Welcome to Word Buzz Wednesday, your go-to place for some of the most interesting words of the week. The latest: reappropriating an insult; a cute-sounding scandal; a new kind of horror movie.
bama
“Five days ago, Beyoncé stepped outside of the expected pop-idol box and introduced ‘Formation’ a song rooted in her family’s mingling of Alabama and Louisiana heritage to create her, a self-described ‘Texas bama.’”
Mikki Kendall, “Hot Sauce in Her Bag,” Eater, February 10, 2016
Bama is a Washington, D.C. slang term for “someone of a more countryfied (from a place, like say, Alabama) flavor,” says The Washington Post. It could be used in a derogatory sense, or “might be qualified as a term of endearment or as just a general term for a person.”
bunnygate
“The continuing fallout of Bunnygate is a sobering demonstration of just why so many professors, even those with tenure, keep their heads down and traps shut.”

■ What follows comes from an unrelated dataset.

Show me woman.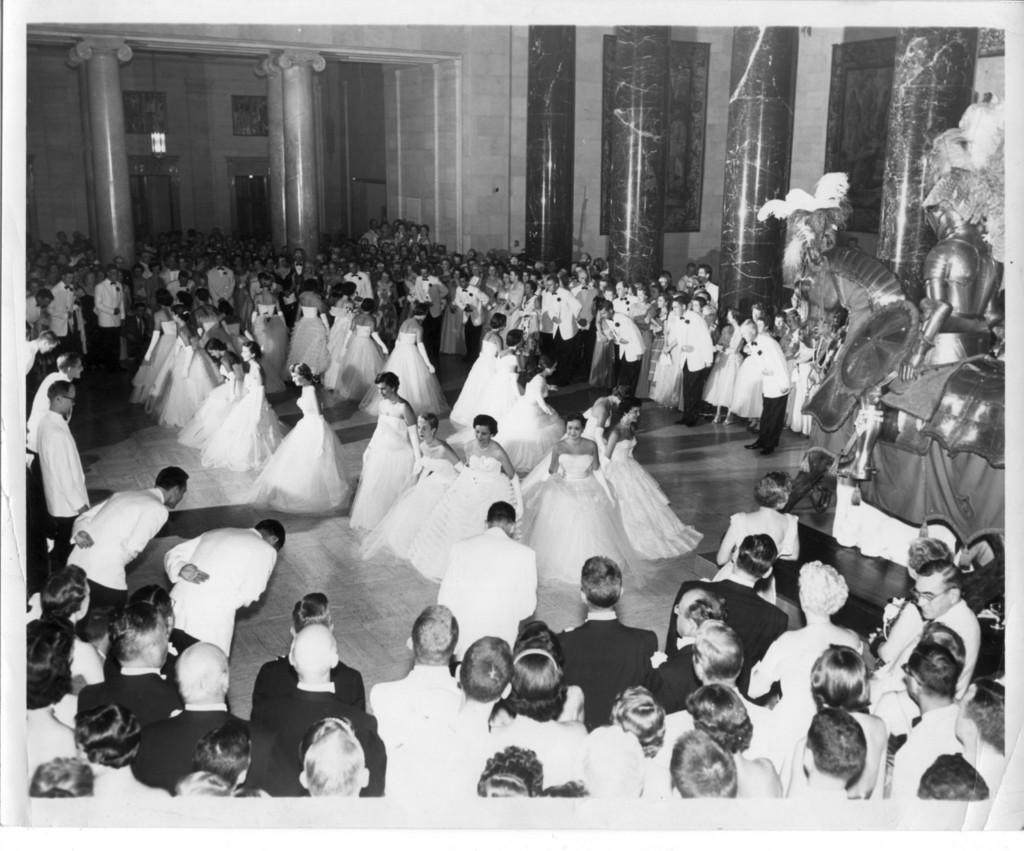
woman is here: 736,558,856,711.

Rebecca Schuman, “Tenure Protects Nothing,” Slate, February 11, 2016
Bunnygate is the latest in –gate suffixed scandals, this one involving Simon Newman, the president of Mount St. Mary’s University, who was “caught encouraging his faculty to identify struggling freshmen and coerce them to drop out before they harmed the institution’s bottom line,” according to Slate. He likened such a practice to “drowning and shooting ‘cuddly bunnies.’”

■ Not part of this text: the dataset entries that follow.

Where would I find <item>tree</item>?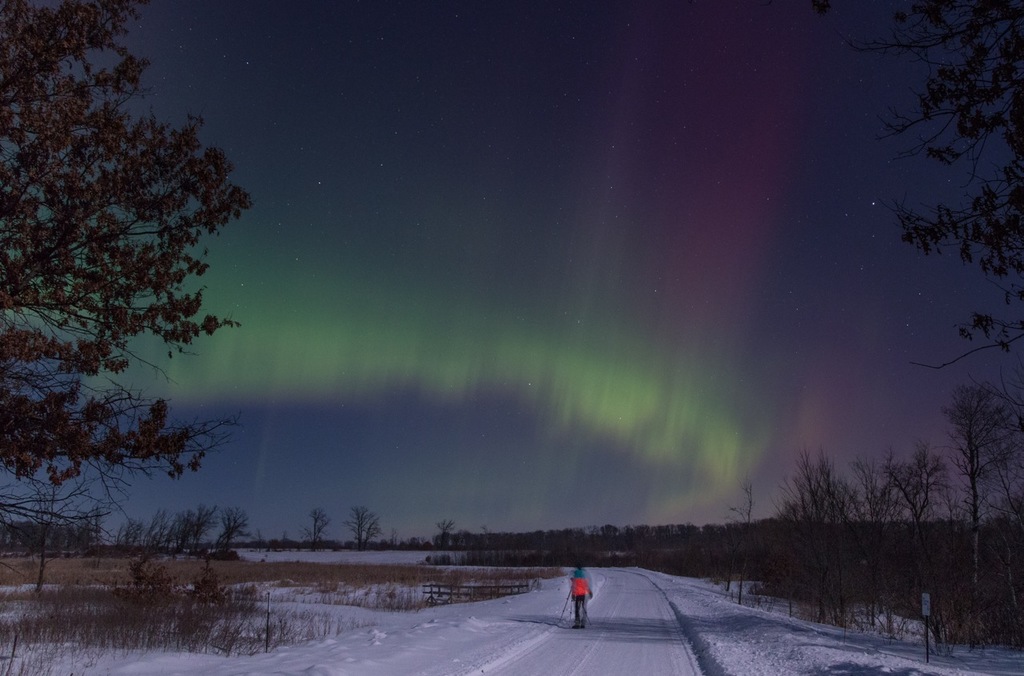
At 293/508/331/553.
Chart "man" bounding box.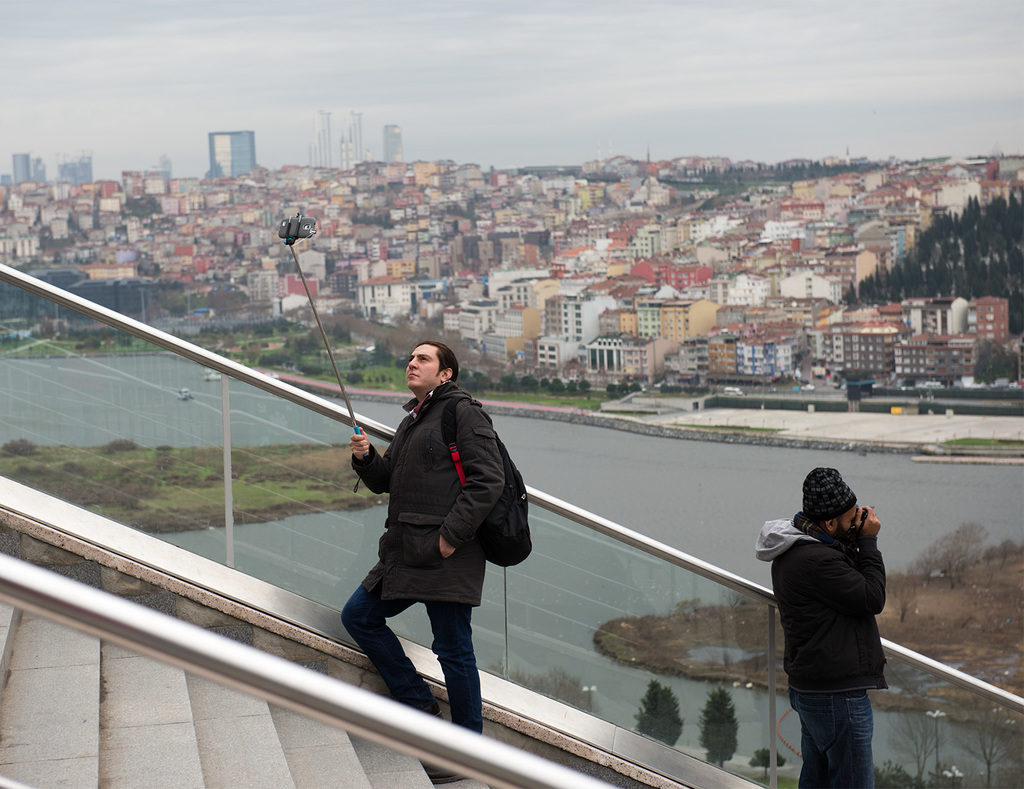
Charted: 750/465/894/788.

Faculty members who spoke out against Newman were unceremoniously removed from their positions, including one professor who was tenured.
LIGO
“LIGO had its detractors from the very start because it was going to be expensive and might detect nothing at all.”

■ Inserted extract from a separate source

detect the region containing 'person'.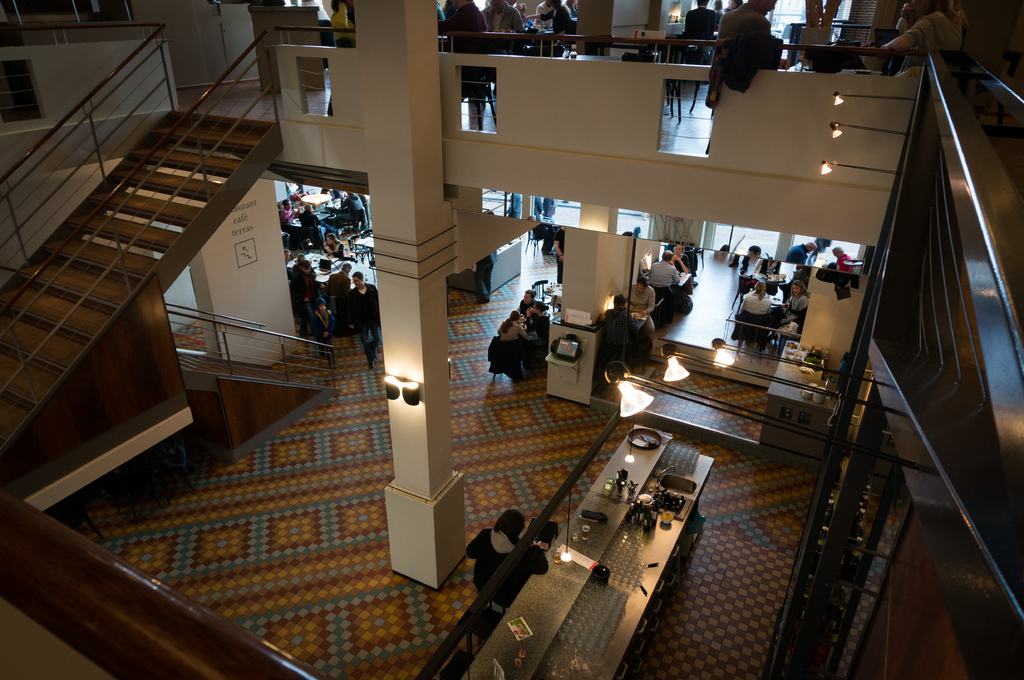
box(744, 281, 769, 345).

Joel Achenbach, “A brief history of gravity, gravitational waves and LIGO,” The Washington Post, February 11, 2016
LIGO stands for “Laser Interferometer Gravitational-Wave Observatory” and recently “detected gravitational waves from the violent merging of two black holes roughly a billion light-years away.” The existence of gravitational waves — “ripples in the spacetime fabric” — was a prediction of Einstein’s equations, which scientists have been trying to find for decades.
neurothriller
“We are taken on a neuronal rollercoaster that will eventually give us the story. Hence it might be possible to speak of contemporary suspense cinema as a cinema of ‘neurothrillers’.”
Patricia Pisters, “Neurothriller,” Aeon, February 8, 2016
Aeon proposes that some modern-day horror films have evolved into a new type: the neurothriller, which creates a “spiral of fear” through “sound, image, and sophisticated computer technology,” rather than classic narrative, and taps into “the circuitry of the ancient emotional brain.” Another term might be psychological thriller, although neurothriller is certainly cooler-sounding.
tickle
“Hot gas in the chlorinator gets piped out and condensed into a new compound called titanium tetrachloride, or ‘tickle,’ as engineers call it.”
Del Quentin Wilber, “How a corporate spy swiped plans for DuPont’s billion-dollar color formula,” Bloomberg Business, February 4, 2016
The nickname tickle comes from its resemblance to the molecular formula of titanium tetrachloride, TiCl4.